Max Planck Institute for Physics of Complex Systems, Dresden, Germany
Abstract:Modern predictive modeling increasingly calls for a single learned dynamical substrate to operate across multiple regimes. From a dynamical-systems viewpoint, this capability decomposes into the storage of multiple attractors and the selection of the appropriate attractor in response to contextual cues. In reservoir computing (RC), multi-attractor learning has largely been pursued using large, randomly wired reservoirs, on the assumption that stochastic connectivity is required to generate sufficiently rich internal dynamics. At the same time, recent work shows that minimal deterministic reservoirs can match random designs for single-system chaotic forecasting. Under which conditions can minimal topologies learn multiple chaotic attractors? In this paper, we find that minimal architectures can successfully store multiple chaotic attractors. However, these same architectures struggle with task switching, in which the system must transition between attractors in response to external cues. We test storage and selection on all 28 unordered system pairs formed from eight three-dimensional chaotic systems. We do not observe a robust dependence of multi-attractor performance on reservoir topology. Over the ten topologies investigated, we find that no single one consistently outperforms the others for either storage or cue-dependent selection. Our results suggest that while minimal substrates possess the representational capacity to model coexisting attractors, they may lack the robust temporal memory required for cued transitions.




Abstract:We use machine learning tools to model the line interaction of failure cascading in power grid networks. We first collect data sets of simulated trajectories of possible consecutive line failure following an initial random failure and considering actual constraints in a model power network until the system settles at a steady state. We use weighted $l_1$-regularized logistic regression-based models to find static and dynamic models that capture pairwise and latent higher-order lines' failure interactions using pairwise statistical data. The static model captures the failures' interactions near the steady states of the network, and the dynamic model captures the failure unfolding in a time series of consecutive network states. We test models over independent trajectories of failure unfolding in the network to evaluate their failure predictive power. We observe asymmetric, strongly positive, and negative interactions between different lines' states in the network. We use the static interaction model to estimate the distribution of cascade size and identify groups of lines that tend to fail together, and compare against the data. The dynamic interaction model successfully predicts the network state for long-lasting failure propagation trajectories after an initial failure.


THE TASK: Please output the listing below character for character and omit the images.

RECORDS:
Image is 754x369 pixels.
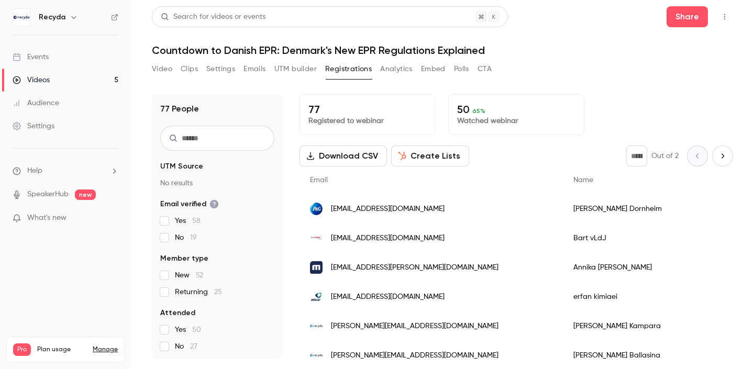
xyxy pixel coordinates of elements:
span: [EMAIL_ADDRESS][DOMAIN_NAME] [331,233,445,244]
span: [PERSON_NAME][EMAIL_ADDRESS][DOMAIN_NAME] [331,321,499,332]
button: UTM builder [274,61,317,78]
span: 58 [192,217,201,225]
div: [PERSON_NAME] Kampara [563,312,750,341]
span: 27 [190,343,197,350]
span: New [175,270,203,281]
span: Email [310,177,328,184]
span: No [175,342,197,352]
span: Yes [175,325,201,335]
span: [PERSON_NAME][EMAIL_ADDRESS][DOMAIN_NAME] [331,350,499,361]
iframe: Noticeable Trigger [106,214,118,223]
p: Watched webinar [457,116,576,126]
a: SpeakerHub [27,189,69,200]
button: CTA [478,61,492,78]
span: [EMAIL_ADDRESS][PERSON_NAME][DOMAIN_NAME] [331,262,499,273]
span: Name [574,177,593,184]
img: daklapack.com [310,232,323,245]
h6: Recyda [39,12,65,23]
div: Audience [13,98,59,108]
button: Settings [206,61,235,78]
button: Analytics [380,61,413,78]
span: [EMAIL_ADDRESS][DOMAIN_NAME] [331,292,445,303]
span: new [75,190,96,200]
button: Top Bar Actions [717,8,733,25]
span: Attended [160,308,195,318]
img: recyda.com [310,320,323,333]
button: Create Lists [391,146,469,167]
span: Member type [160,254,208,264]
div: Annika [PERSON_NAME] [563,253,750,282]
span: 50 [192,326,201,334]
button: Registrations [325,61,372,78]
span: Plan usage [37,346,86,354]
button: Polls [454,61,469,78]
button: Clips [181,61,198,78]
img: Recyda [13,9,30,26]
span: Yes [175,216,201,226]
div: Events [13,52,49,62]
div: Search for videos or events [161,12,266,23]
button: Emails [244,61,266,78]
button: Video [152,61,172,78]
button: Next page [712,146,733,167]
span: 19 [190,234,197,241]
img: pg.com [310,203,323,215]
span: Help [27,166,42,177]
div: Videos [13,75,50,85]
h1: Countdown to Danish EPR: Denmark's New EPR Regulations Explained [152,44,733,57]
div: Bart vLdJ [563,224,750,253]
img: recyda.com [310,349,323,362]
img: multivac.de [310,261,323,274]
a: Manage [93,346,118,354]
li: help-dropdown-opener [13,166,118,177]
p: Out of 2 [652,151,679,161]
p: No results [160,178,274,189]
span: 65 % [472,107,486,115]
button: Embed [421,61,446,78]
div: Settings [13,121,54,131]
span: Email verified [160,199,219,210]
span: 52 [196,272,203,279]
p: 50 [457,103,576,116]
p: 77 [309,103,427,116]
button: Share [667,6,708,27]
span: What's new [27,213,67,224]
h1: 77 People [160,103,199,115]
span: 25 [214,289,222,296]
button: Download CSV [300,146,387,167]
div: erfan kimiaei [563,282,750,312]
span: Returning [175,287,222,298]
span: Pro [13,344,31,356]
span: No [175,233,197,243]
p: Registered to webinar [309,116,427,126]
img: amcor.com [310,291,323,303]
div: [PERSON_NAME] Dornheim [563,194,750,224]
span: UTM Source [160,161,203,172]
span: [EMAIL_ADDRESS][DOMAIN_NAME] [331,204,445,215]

YOUR RESPONSE:
Image is 754x369 pixels.
xyxy pixel coordinates of elements:
span: [EMAIL_ADDRESS][DOMAIN_NAME] [331,233,445,244]
span: [PERSON_NAME][EMAIL_ADDRESS][DOMAIN_NAME] [331,321,499,332]
button: UTM builder [274,61,317,78]
span: 58 [192,217,201,225]
div: [PERSON_NAME] Kampara [563,312,750,341]
span: 27 [190,343,197,350]
span: New [175,270,203,281]
span: Email [310,177,328,184]
span: No [175,342,197,352]
span: Yes [175,325,201,335]
span: [PERSON_NAME][EMAIL_ADDRESS][DOMAIN_NAME] [331,350,499,361]
iframe: Noticeable Trigger [106,214,118,223]
p: Watched webinar [457,116,576,126]
a: SpeakerHub [27,189,69,200]
button: CTA [478,61,492,78]
span: [EMAIL_ADDRESS][PERSON_NAME][DOMAIN_NAME] [331,262,499,273]
span: Name [574,177,593,184]
img: daklapack.com [310,232,323,245]
h6: Recyda [39,12,65,23]
div: Audience [13,98,59,108]
button: Settings [206,61,235,78]
button: Analytics [380,61,413,78]
span: [EMAIL_ADDRESS][DOMAIN_NAME] [331,292,445,303]
span: new [75,190,96,200]
button: Top Bar Actions [717,8,733,25]
span: Attended [160,308,195,318]
img: recyda.com [310,320,323,333]
button: Create Lists [391,146,469,167]
span: Member type [160,254,208,264]
div: Annika [PERSON_NAME] [563,253,750,282]
span: 50 [192,326,201,334]
button: Registrations [325,61,372,78]
span: Plan usage [37,346,86,354]
button: Polls [454,61,469,78]
button: Clips [181,61,198,78]
img: Recyda [13,9,30,26]
span: Yes [175,216,201,226]
div: Events [13,52,49,62]
div: Search for videos or events [161,12,266,23]
button: Emails [244,61,266,78]
button: Video [152,61,172,78]
button: Next page [712,146,733,167]
span: 19 [190,234,197,241]
img: pg.com [310,203,323,215]
span: Help [27,166,42,177]
div: Videos [13,75,50,85]
h1: Countdown to Danish EPR: Denmark's New EPR Regulations Explained [152,44,733,57]
div: Bart vLdJ [563,224,750,253]
img: recyda.com [310,349,323,362]
img: multivac.de [310,261,323,274]
a: Manage [93,346,118,354]
li: help-dropdown-opener [13,166,118,177]
p: Out of 2 [652,151,679,161]
p: No results [160,178,274,189]
span: 65 % [472,107,486,115]
button: Embed [421,61,446,78]
div: Settings [13,121,54,131]
span: Email verified [160,199,219,210]
span: 52 [196,272,203,279]
p: 50 [457,103,576,116]
p: 77 [309,103,427,116]
button: Share [667,6,708,27]
span: What's new [27,213,67,224]
h1: 77 People [160,103,199,115]
span: 25 [214,289,222,296]
button: Download CSV [300,146,387,167]
div: erfan kimiaei [563,282,750,312]
span: Returning [175,287,222,298]
span: Pro [13,344,31,356]
span: No [175,233,197,243]
p: Registered to webinar [309,116,427,126]
img: amcor.com [310,291,323,303]
div: [PERSON_NAME] Dornheim [563,194,750,224]
span: UTM Source [160,161,203,172]
span: [EMAIL_ADDRESS][DOMAIN_NAME] [331,204,445,215]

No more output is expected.